SwarmKit is the same:

https://github.com/docker/swarmkit/graphs/contributors

Clearly these aren't where resources have been placed.

Actions are not lining up with the words given. :(


I guess you are right. It's unfortunate because judging from the comments here you would think that there's a market for a simpler orchestration software while it will be hard to compete as just another Kubernetes distributor (even more so now that there are several alternatives for the container runtime). But hey, what do I know about product management?! :)


Nomad is that. We run Nomad quite successfully at SeatGeek, and I know of several Very Large Companies™ doing so at scale as well. One of them even has a fruit logo.


You are using the enterprise version, I assume?


We are running the OSS version of Consul, Nomad, and Vault. While the enterprise versions provide some items that could be interesting, they are not necessary given our workflow, and I'd bet that the majority of development shops out there wouldn't need them either (though I am certainly more than happy to play with them!).


I think you are right but the fact that Docker Inc included Kubernetes surely didn't help Swarm adoption.


I strongly disagree with your second point. There are quite a few very successful entrepreneurs who have started companies while being mired in terrible financial circumstances. In fact, it's very common for these circumstances to be the stimulus that gets people moving in the direction of their own company. There are many, many stories of this, to the point that it's a cliché.

I myself started my first business at a time when I had virtually no money in the bank, and my car was literally repossessed one month before my business became profitable. If I had stopped and said "I can't afford this" and just given up and gone to get a job, I would have never seen the success that came later.

Also, you point out particular entrepreneurs who came from rich families. You completely leave out the wide array of entrepreneurs who did not. John Paul DeJoria, for example, was living on a friend's property because he was homeless and had almost no money. He started his business in those circumstances. He's estimated at somewhere in the ballpark of 3 billion net worth presently. There are quite a few stories of people with virtually no money building empires out of the rubble.

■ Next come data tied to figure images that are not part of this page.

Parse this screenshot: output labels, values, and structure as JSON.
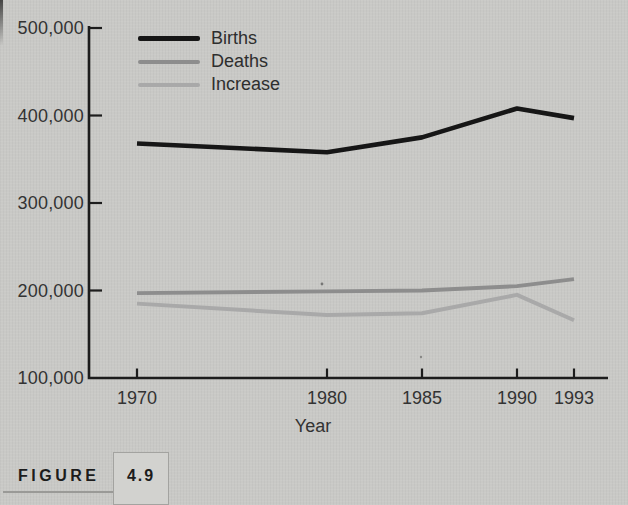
{
  "figure": {
    "label": "FIGURE",
    "number": "4.9"
  },
  "chart_data": {
    "type": "line",
    "title": "",
    "xlabel": "Year",
    "ylabel": "",
    "x": [
      1970,
      1980,
      1985,
      1990,
      1993
    ],
    "x_tick_labels": [
      "1970",
      "1980",
      "1985",
      "1990",
      "1993"
    ],
    "y_ticks": [
      100000,
      200000,
      300000,
      400000,
      500000
    ],
    "y_tick_labels": [
      "100,000",
      "200,000",
      "300,000",
      "400,000",
      "500,000"
    ],
    "ylim": [
      100000,
      500000
    ],
    "xlim": [
      1967.5,
      1994.8
    ],
    "grid": false,
    "legend_position": "top-left-inside",
    "series": [
      {
        "name": "Births",
        "color": "#161616",
        "width": 4.6,
        "values": [
          368000,
          358000,
          375000,
          408000,
          397000
        ]
      },
      {
        "name": "Deaths",
        "color": "#8d8d8d",
        "width": 4.0,
        "values": [
          197000,
          199000,
          200000,
          205000,
          213000
        ]
      },
      {
        "name": "Increase",
        "color": "#a9a9a9",
        "width": 4.0,
        "values": [
          185000,
          172000,
          174000,
          195000,
          166000
        ]
      }
    ]
  },
  "colors": {
    "background": "#c9c9c6",
    "axis": "#1c1c1c",
    "tick_text": "#333333",
    "caption_text": "#1c1c1c",
    "caption_box_fill": "#d2d2cf",
    "caption_box_border": "#a3a3a0",
    "caption_rule": "#9a9a97"
  }
}
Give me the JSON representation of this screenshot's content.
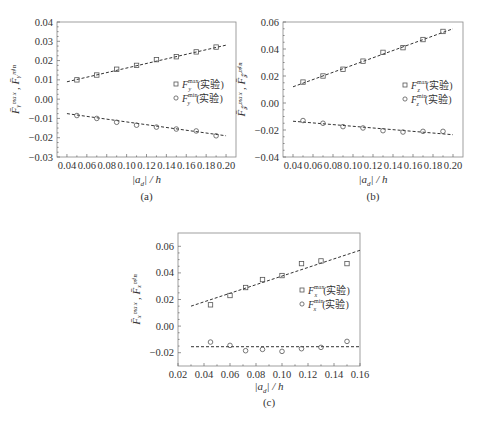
{
  "chart_data": [
    {
      "id": "a",
      "type": "scatter",
      "caption": "(a)",
      "xlabel": "|a_d| / h",
      "ylabel": "F̄_y^max , F̄_y^min",
      "xlim": [
        0.03,
        0.21
      ],
      "ylim": [
        -0.03,
        0.04
      ],
      "xticks": [
        0.04,
        0.06,
        0.08,
        0.1,
        0.12,
        0.14,
        0.16,
        0.18,
        0.2
      ],
      "xtick_labels": [
        "0.04",
        "0.06",
        "0.08",
        "0.10",
        "0.12",
        "0.14",
        "0.16",
        "0.18",
        "0.20"
      ],
      "yticks": [
        -0.03,
        -0.02,
        -0.01,
        0.0,
        0.01,
        0.02,
        0.03,
        0.04
      ],
      "ytick_labels": [
        "−0.03",
        "−0.02",
        "−0.01",
        "0.00",
        "0.01",
        "0.02",
        "0.03",
        "0.04"
      ],
      "legend_position": "right-middle",
      "series": [
        {
          "name": "F_y^max (实验)",
          "marker": "square",
          "x": [
            0.05,
            0.07,
            0.09,
            0.11,
            0.13,
            0.15,
            0.17,
            0.19
          ],
          "values": [
            0.01,
            0.0125,
            0.0155,
            0.0175,
            0.0205,
            0.022,
            0.0245,
            0.027
          ],
          "fit": {
            "x": [
              0.04,
              0.2
            ],
            "y": [
              0.009,
              0.028
            ]
          }
        },
        {
          "name": "F_y^min (实验)",
          "marker": "circle",
          "x": [
            0.05,
            0.07,
            0.09,
            0.11,
            0.13,
            0.15,
            0.17,
            0.19
          ],
          "values": [
            -0.0085,
            -0.01,
            -0.012,
            -0.0135,
            -0.0145,
            -0.0155,
            -0.0165,
            -0.019
          ],
          "fit": {
            "x": [
              0.04,
              0.2
            ],
            "y": [
              -0.0075,
              -0.019
            ]
          }
        }
      ]
    },
    {
      "id": "b",
      "type": "scatter",
      "caption": "(b)",
      "xlabel": "|a_d| / h",
      "ylabel": "F̄_z^max , F̄_z^min",
      "xlim": [
        0.03,
        0.21
      ],
      "ylim": [
        -0.04,
        0.06
      ],
      "xticks": [
        0.04,
        0.06,
        0.08,
        0.1,
        0.12,
        0.14,
        0.16,
        0.18,
        0.2
      ],
      "xtick_labels": [
        "0.04",
        "0.06",
        "0.08",
        "0.10",
        "0.12",
        "0.14",
        "0.16",
        "0.18",
        "0.20"
      ],
      "yticks": [
        -0.04,
        -0.02,
        0.0,
        0.02,
        0.04,
        0.06
      ],
      "ytick_labels": [
        "−0.04",
        "−0.02",
        "0.00",
        "0.02",
        "0.04",
        "0.06"
      ],
      "legend_position": "right-middle",
      "series": [
        {
          "name": "F_z^max (实验)",
          "marker": "square",
          "x": [
            0.05,
            0.07,
            0.09,
            0.11,
            0.13,
            0.15,
            0.17,
            0.19
          ],
          "values": [
            0.0155,
            0.02,
            0.025,
            0.031,
            0.0375,
            0.041,
            0.047,
            0.053
          ],
          "fit": {
            "x": [
              0.04,
              0.2
            ],
            "y": [
              0.012,
              0.055
            ]
          }
        },
        {
          "name": "F_z^min (实验)",
          "marker": "circle",
          "x": [
            0.05,
            0.07,
            0.09,
            0.11,
            0.13,
            0.15,
            0.17,
            0.19
          ],
          "values": [
            -0.013,
            -0.015,
            -0.0175,
            -0.0185,
            -0.0205,
            -0.0215,
            -0.021,
            -0.021
          ],
          "fit": {
            "x": [
              0.04,
              0.2
            ],
            "y": [
              -0.0135,
              -0.0235
            ]
          }
        }
      ]
    },
    {
      "id": "c",
      "type": "scatter",
      "caption": "(c)",
      "xlabel": "|a_d| / h",
      "ylabel": "F̄_x^max , F̄_x^min",
      "xlim": [
        0.02,
        0.16
      ],
      "ylim": [
        -0.03,
        0.07
      ],
      "xticks": [
        0.02,
        0.04,
        0.06,
        0.08,
        0.1,
        0.12,
        0.14,
        0.16
      ],
      "xtick_labels": [
        "0.02",
        "0.04",
        "0.06",
        "0.08",
        "0.10",
        "0.12",
        "0.14",
        "0.16"
      ],
      "yticks": [
        -0.02,
        0.0,
        0.02,
        0.04,
        0.06
      ],
      "ytick_labels": [
        "−0.02",
        "0.00",
        "0.02",
        "0.04",
        "0.06"
      ],
      "legend_position": "right-middle",
      "series": [
        {
          "name": "F_x^max (实验)",
          "marker": "square",
          "x": [
            0.045,
            0.06,
            0.072,
            0.085,
            0.1,
            0.115,
            0.13,
            0.15
          ],
          "values": [
            0.016,
            0.023,
            0.029,
            0.035,
            0.038,
            0.047,
            0.049,
            0.047
          ],
          "fit": {
            "x": [
              0.03,
              0.16
            ],
            "y": [
              0.015,
              0.057
            ]
          }
        },
        {
          "name": "F_x^min (实验)",
          "marker": "circle",
          "x": [
            0.045,
            0.06,
            0.072,
            0.085,
            0.1,
            0.115,
            0.13,
            0.15
          ],
          "values": [
            -0.012,
            -0.0145,
            -0.0185,
            -0.0175,
            -0.019,
            -0.017,
            -0.016,
            -0.0115
          ],
          "fit": {
            "x": [
              0.03,
              0.16
            ],
            "y": [
              -0.0155,
              -0.0155
            ]
          }
        }
      ]
    }
  ],
  "panels": {
    "a": {
      "caption": "(a)",
      "legend": [
        {
          "sym": "F",
          "sup": "max",
          "sub": "y",
          "suffix": "(实验)"
        },
        {
          "sym": "F",
          "sup": "min",
          "sub": "y",
          "suffix": "(实验)"
        }
      ],
      "xlabel_main": "|a",
      "xlabel_sub": "d",
      "xlabel_tail": "| / h",
      "ylabel": "F̄ᵧᵐᵃˣ , F̄ᵧᵐⁱⁿ"
    },
    "b": {
      "caption": "(b)",
      "legend": [
        {
          "sym": "F",
          "sup": "max",
          "sub": "z",
          "suffix": "(实验)"
        },
        {
          "sym": "F",
          "sup": "min",
          "sub": "z",
          "suffix": "(实验)"
        }
      ],
      "xlabel_main": "|a",
      "xlabel_sub": "d",
      "xlabel_tail": "| / h",
      "ylabel": "F̄𝓏ᵐᵃˣ , F̄𝓏ᵐⁱⁿ"
    },
    "c": {
      "caption": "(c)",
      "legend": [
        {
          "sym": "F",
          "sup": "max",
          "sub": "x",
          "suffix": "(实验)"
        },
        {
          "sym": "F",
          "sup": "min",
          "sub": "x",
          "suffix": "(实验)"
        }
      ],
      "xlabel_main": "|a",
      "xlabel_sub": "d",
      "xlabel_tail": "| / h",
      "ylabel": "F̄ₓᵐᵃˣ , F̄ₓᵐⁱⁿ"
    }
  }
}
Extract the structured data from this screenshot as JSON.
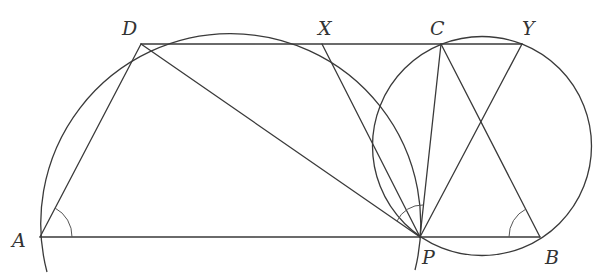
{
  "diagram": {
    "stroke_color": "#3a3a3a",
    "points": {
      "A": {
        "label": "A",
        "x": 40,
        "y": 237
      },
      "B": {
        "label": "B",
        "x": 540,
        "y": 237
      },
      "C": {
        "label": "C",
        "x": 441,
        "y": 44
      },
      "D": {
        "label": "D",
        "x": 141,
        "y": 44
      },
      "P": {
        "label": "P",
        "x": 420,
        "y": 237
      },
      "X": {
        "label": "X",
        "x": 322,
        "y": 44
      },
      "Y": {
        "label": "Y",
        "x": 522,
        "y": 44
      }
    },
    "segments": [
      "DY",
      "AB",
      "AD",
      "DP",
      "XP",
      "CP",
      "YP",
      "CB"
    ],
    "circles": [
      {
        "name": "circle-DXP",
        "cx": 231.5,
        "cy": 211,
        "r": 190,
        "drawn_as": "arc"
      },
      {
        "name": "circle-CYPB",
        "cx": 482,
        "cy": 146,
        "r": 109,
        "drawn_as": "full"
      }
    ],
    "angle_marks": [
      "angle-A (DAB)",
      "angle-P (DPX / DPC)",
      "angle-B (CBA)"
    ]
  }
}
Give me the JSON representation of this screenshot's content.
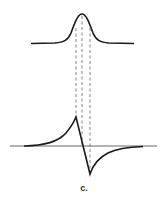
{
  "figure": {
    "label": "c.",
    "colors": {
      "curve": "#1a1a1a",
      "baseline": "#555555",
      "dashed": "#666666",
      "background": "#ffffff"
    },
    "upper_curve": {
      "shape": "absorption peak (Lorentzian/Gaussian)",
      "peak": [
        82,
        14
      ],
      "baseline_y": 43,
      "x_range": [
        31,
        134
      ]
    },
    "lower_curve": {
      "shape": "derivative (dispersion) signal",
      "max": [
        76,
        117
      ],
      "zero_cross": [
        82,
        145
      ],
      "min": [
        90,
        174
      ],
      "baseline_y": 146,
      "x_range": [
        10,
        157
      ]
    },
    "dashed_guides_x": [
      76,
      82,
      90
    ]
  }
}
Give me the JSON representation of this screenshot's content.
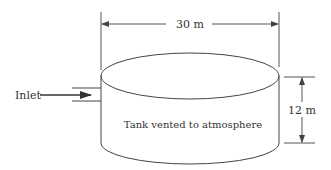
{
  "diagram": {
    "type": "tank-schematic",
    "tank": {
      "label": "Tank vented to atmosphere",
      "diameter_label": "30 m",
      "height_label": "12 m"
    },
    "inlet": {
      "label": "Inlet"
    },
    "colors": {
      "stroke": "#444444",
      "text": "#333333",
      "background": "#ffffff"
    }
  }
}
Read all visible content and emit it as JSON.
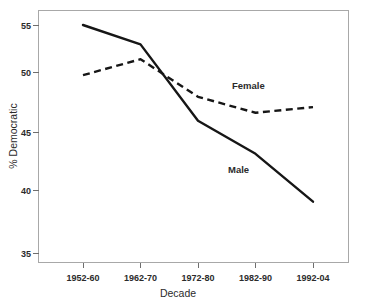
{
  "chart_data": {
    "type": "line",
    "title": "",
    "xlabel": "Decade",
    "ylabel": "% Democratic",
    "categories": [
      "1952-60",
      "1962-70",
      "1972-80",
      "1982-90",
      "1992-04"
    ],
    "series": [
      {
        "name": "Male",
        "style": "solid",
        "color": "#161616",
        "values": [
          55.0,
          53.3,
          46.6,
          43.7,
          39.5
        ],
        "label_text": "Male"
      },
      {
        "name": "Female",
        "style": "dashed",
        "color": "#161616",
        "values": [
          50.6,
          52.0,
          48.7,
          47.3,
          47.8
        ],
        "label_text": "Female"
      }
    ],
    "yticks": [
      35,
      40,
      45,
      50,
      55
    ],
    "ytick_labels": [
      "35",
      "40",
      "45",
      "50",
      "55"
    ],
    "ylim": [
      33.5,
      56.2
    ],
    "grid": false,
    "legend": "inline-annotations",
    "frame": true,
    "background": "#ffffff"
  },
  "axes": {
    "y_title": "% Democratic",
    "x_title": "Decade"
  },
  "annotations": {
    "female_label": "Female",
    "male_label": "Male"
  }
}
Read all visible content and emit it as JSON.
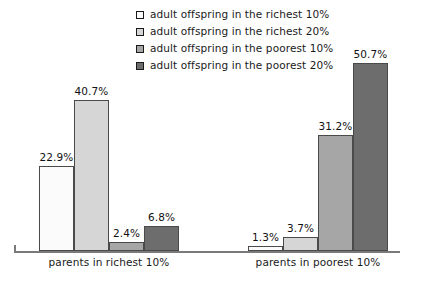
{
  "chart_data": {
    "type": "bar",
    "title": "",
    "subtitle": "",
    "xlabel": "",
    "ylabel": "",
    "grid": false,
    "legend_position": "top-center",
    "ylim": [
      0,
      55
    ],
    "value_suffix": "%",
    "categories": [
      "parents in richest 10%",
      "parents in poorest 10%"
    ],
    "series": [
      {
        "name": "adult offspring in the richest 10%",
        "color": "#fbfbfb",
        "values": [
          22.9,
          1.3
        ],
        "labels": [
          "22.9%",
          "1.3%"
        ]
      },
      {
        "name": "adult offspring in the richest 20%",
        "color": "#d6d6d6",
        "values": [
          40.7,
          3.7
        ],
        "labels": [
          "40.7%",
          "3.7%"
        ]
      },
      {
        "name": "adult offspring in the poorest 10%",
        "color": "#a6a6a6",
        "values": [
          2.4,
          31.2
        ],
        "labels": [
          "2.4%",
          "31.2%"
        ]
      },
      {
        "name": "adult offspring in the poorest 20%",
        "color": "#6d6d6d",
        "values": [
          6.8,
          50.7
        ],
        "labels": [
          "6.8%",
          "50.7%"
        ]
      }
    ]
  },
  "legend": {
    "items": [
      {
        "label": "adult offspring in the richest 10%",
        "color": "#fbfbfb",
        "swatch": "legend-swatch-richest-10"
      },
      {
        "label": "adult offspring in the richest 20%",
        "color": "#d6d6d6",
        "swatch": "legend-swatch-richest-20"
      },
      {
        "label": "adult offspring in the poorest 10%",
        "color": "#a6a6a6",
        "swatch": "legend-swatch-poorest-10"
      },
      {
        "label": "adult offspring in the poorest 20%",
        "color": "#6d6d6d",
        "swatch": "legend-swatch-poorest-20"
      }
    ]
  },
  "axis": {
    "baseline_color": "#7a7a7a",
    "bar_border_color": "#4a4a4a"
  }
}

While I agree that there are a number of factors that feed into whether a startup is successful or not, I would kindly submit to you that one's attitude towards whether or not it can be accomplished is a very massive part of the picture. It takes focus and determination to get most businesses off the ground. Once you begin listing the reasons you can't accomplish it, you've begun setting up the circumstances such that you won't.


Truth is, the list is very personal.

For me (formerly well-paid executive at IT companies in the US, originally from Italy), #2 (plus, some reserve money) was absolutely necessary to convince myself to leave my last job and start a company, last year.


It seems that you were fortunate that the burden of your decision was light, but this would not be the case, generally I would have thought.


>>I strongly disagree with your second point. There are quite a few very successful entrepreneurs who have started companies while being mired in terrible financial circumstances

Textbook example of self-selection bias and survivorship bias.

Even if you compiled a list, it would tell you nothing about the number of people who would have started companies had they not been mired in terrible financial circumstances.


If you compiled a list of all successful entrepreneurs and it was overwhelmingly full of ones who were poor when they started, it would suggest that such circumstances raise the chance of being able to succeed as an entrepreneur. More analysis of different stats would have to be done to elevate that beyond just a suggestion. Personally I feel that at least to some degree it could be the case. (Necessity is the mother of invention, and limitation actually helps creativity far more than abundance) I didn't grow up poor necessarily, though there were times growing up that things were limited quite a bit. I do believe these times are disproportionately responsible for my abilities today, as well as happiness.


It doesn't hurt to be wealthy and/or well connected.